2 users commented in " Fewer heart disease deaths, thanks to modern medicine "
Follow-up comment rss or Leave a TrackbackDear Doctor Nancy, a nice article most people will take heart from. 2 topics i wish to comment on; 1; cholesterol, 2: statins. The web is awash with both and even reputable sources propagate outdated and erroneous stuff that seems to be driven by profit. I have concerns also regarding trials, statistics using the relative risk that looks more dramatic instead absolute risk. Re CHOLESTEROL: my question is; will I have no risk of cardiovasular disease and death if my cholesterol score is 4 or even lower? What about those who died with perfect scores? Isn’t it so that statins while lowering cholesterol is not why are they helpful but rather because their anti inflammatory effects, albeit with dangerous side effects and lowering CoQ10 too so essential for every cell especially the heart muscle? If we look into the cascade of events culminating in atherosclerosis what do we find BEFORE CHOLESTEROL ENTERS THE PICTURE? What are the triggers to sub-clinical or silent inflammation?

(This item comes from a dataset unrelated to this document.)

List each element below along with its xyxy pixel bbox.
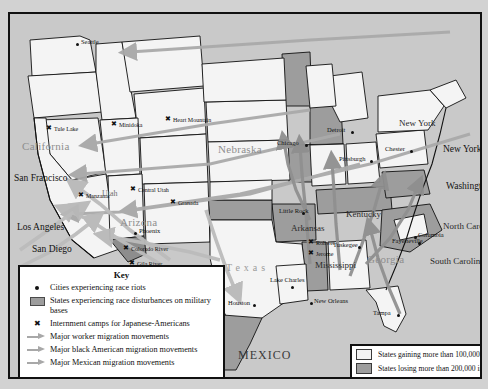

What about antioxidants in food and supplements, deep sea cold fat fish and fish oils being anti-inflammatory? Also micronutrients like selenium that especially synergistic with vitamin E the natural
d Alphatocopherol, not the synthetic dl Alphatocopherol! What about beta carotene and lycopene ?
Be well!
Doctor Nancy I live you that to read i hope help a lot of people.